### Task description
Exactly the lines below, starting with the one containing "The height and width of the screenshot is (532, 770)." and going on through the one containing "The height and width of the screenshot is (364, 624).", must be reproduced, both ends included, and no pictures with them.

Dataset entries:
--- START ---

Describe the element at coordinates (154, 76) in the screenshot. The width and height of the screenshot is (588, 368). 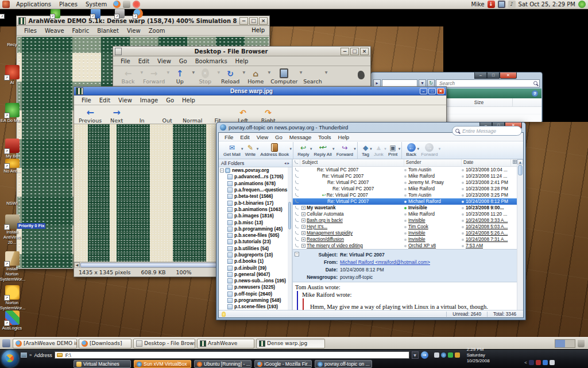
I see `toolbar-button: Forward ▼` at that location.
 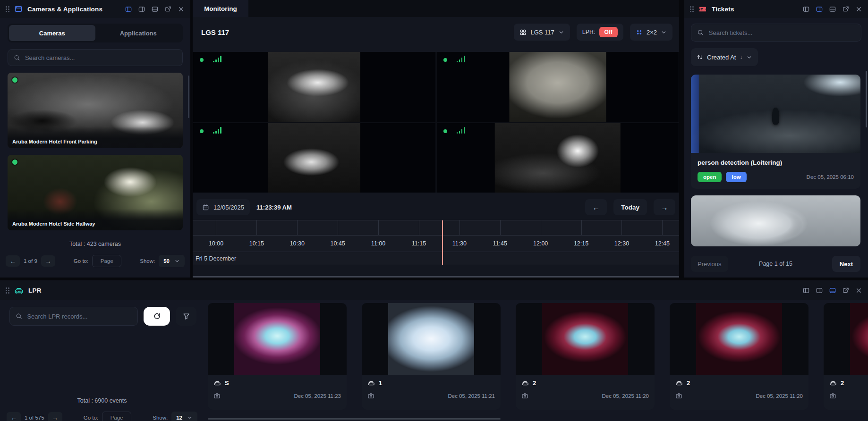 What do you see at coordinates (434, 290) in the screenshot?
I see `lpr-panel-header: LPR` at bounding box center [434, 290].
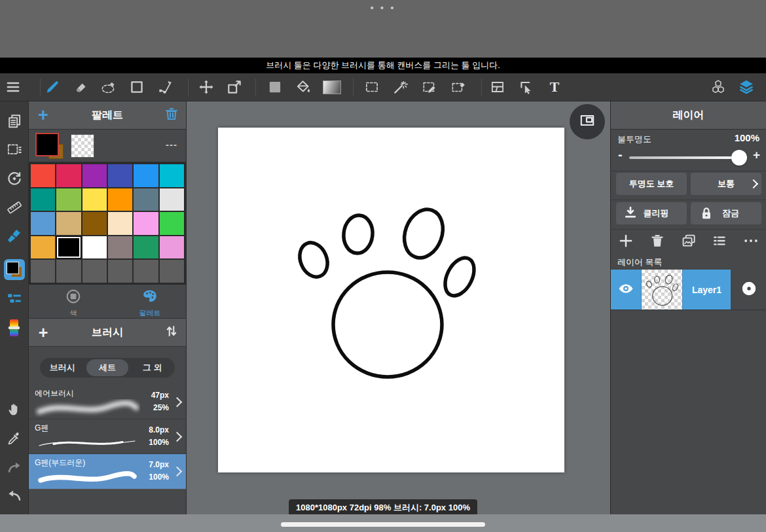 This screenshot has height=532, width=766. What do you see at coordinates (498, 87) in the screenshot?
I see `panel-divide-tool-button` at bounding box center [498, 87].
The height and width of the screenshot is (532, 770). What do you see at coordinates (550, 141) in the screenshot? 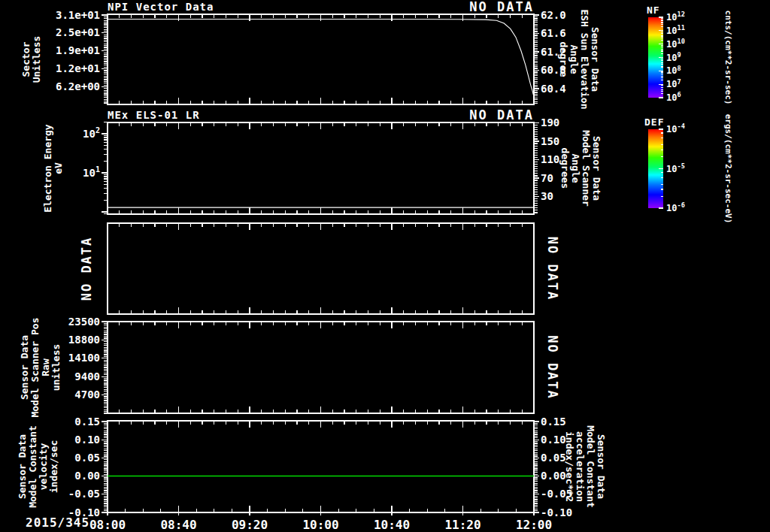
I see `y-tick-label: 150` at bounding box center [550, 141].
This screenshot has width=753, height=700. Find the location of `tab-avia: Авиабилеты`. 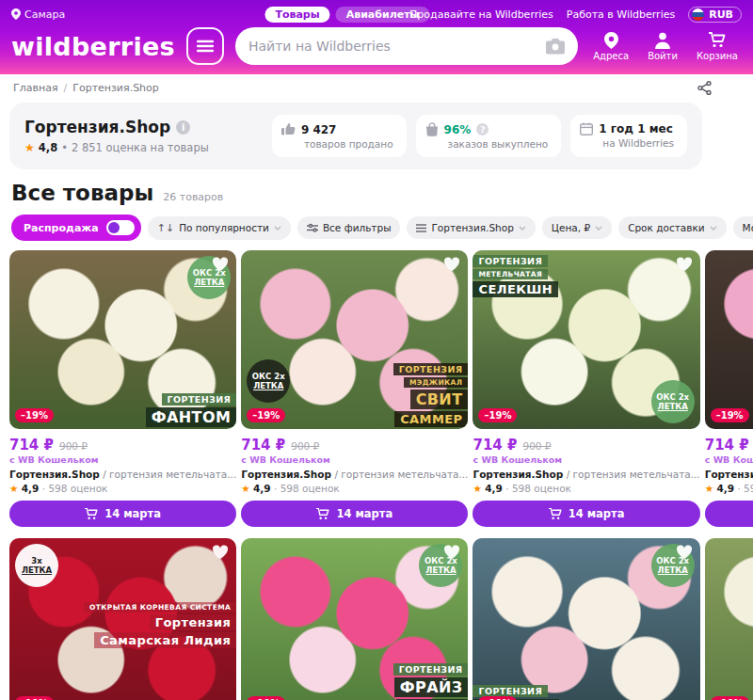

tab-avia: Авиабилеты is located at coordinates (383, 15).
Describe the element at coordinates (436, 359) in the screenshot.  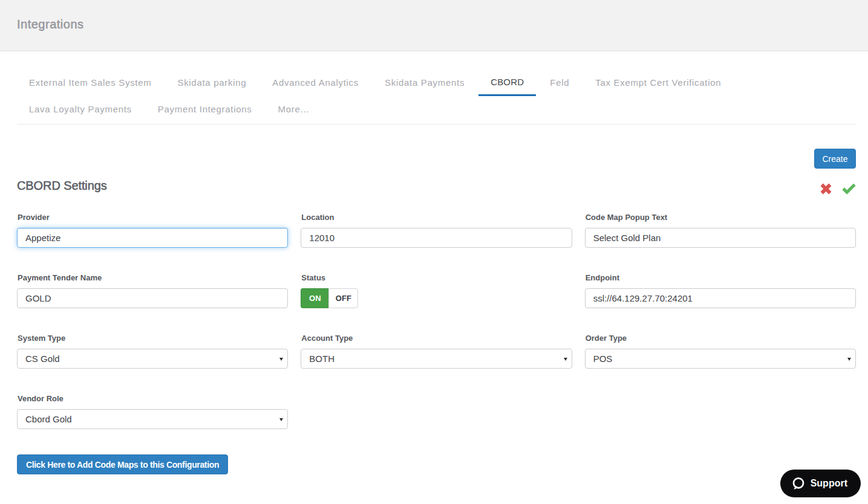
I see `account-type-select: BOTH` at that location.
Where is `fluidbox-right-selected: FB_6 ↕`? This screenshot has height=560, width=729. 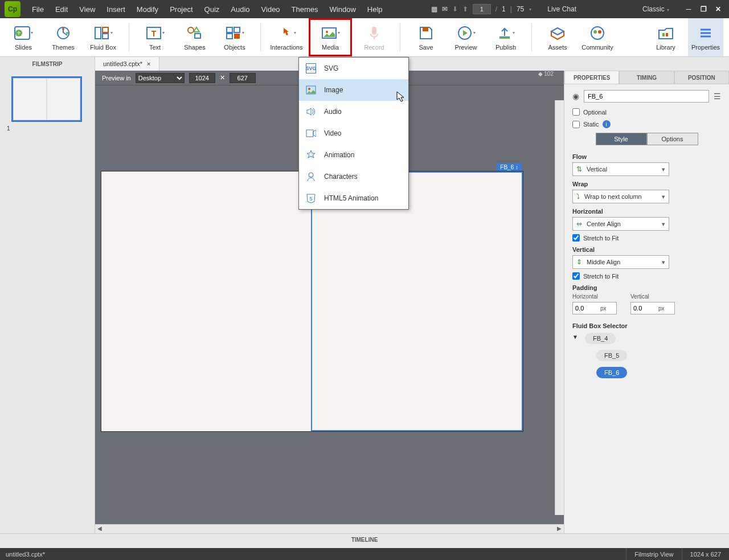
fluidbox-right-selected: FB_6 ↕ is located at coordinates (417, 301).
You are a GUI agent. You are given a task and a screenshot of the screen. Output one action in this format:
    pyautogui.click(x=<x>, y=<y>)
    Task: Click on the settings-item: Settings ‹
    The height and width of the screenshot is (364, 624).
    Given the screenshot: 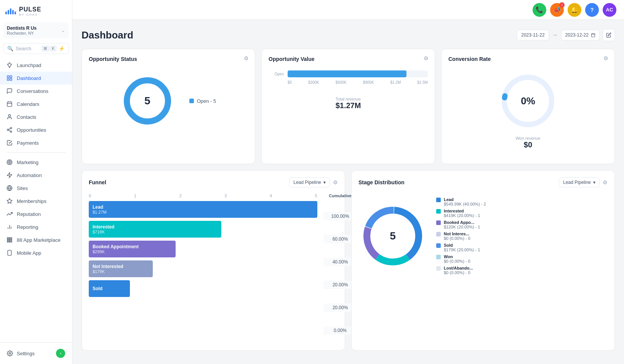 What is the action you would take?
    pyautogui.click(x=36, y=353)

--- END ---

### Response to this exercise
The height and width of the screenshot is (532, 770). What do you see at coordinates (550, 141) in the screenshot? 
I see `y-tick-label: 150` at bounding box center [550, 141].
This screenshot has width=753, height=700. Find the location of `tab-avia: Авиабилеты`. 

tab-avia: Авиабилеты is located at coordinates (383, 15).
Describe the element at coordinates (436, 359) in the screenshot.  
I see `account-type-select: BOTH` at that location.
Where is `fluidbox-right-selected: FB_6 ↕`? This screenshot has height=560, width=729. 
fluidbox-right-selected: FB_6 ↕ is located at coordinates (417, 301).
You are a GUI agent. You are given a task and a screenshot of the screen. Output one action in this format:
    pyautogui.click(x=<x>, y=<y>)
    Task: Click on the settings-item: Settings ‹
    The height and width of the screenshot is (364, 624).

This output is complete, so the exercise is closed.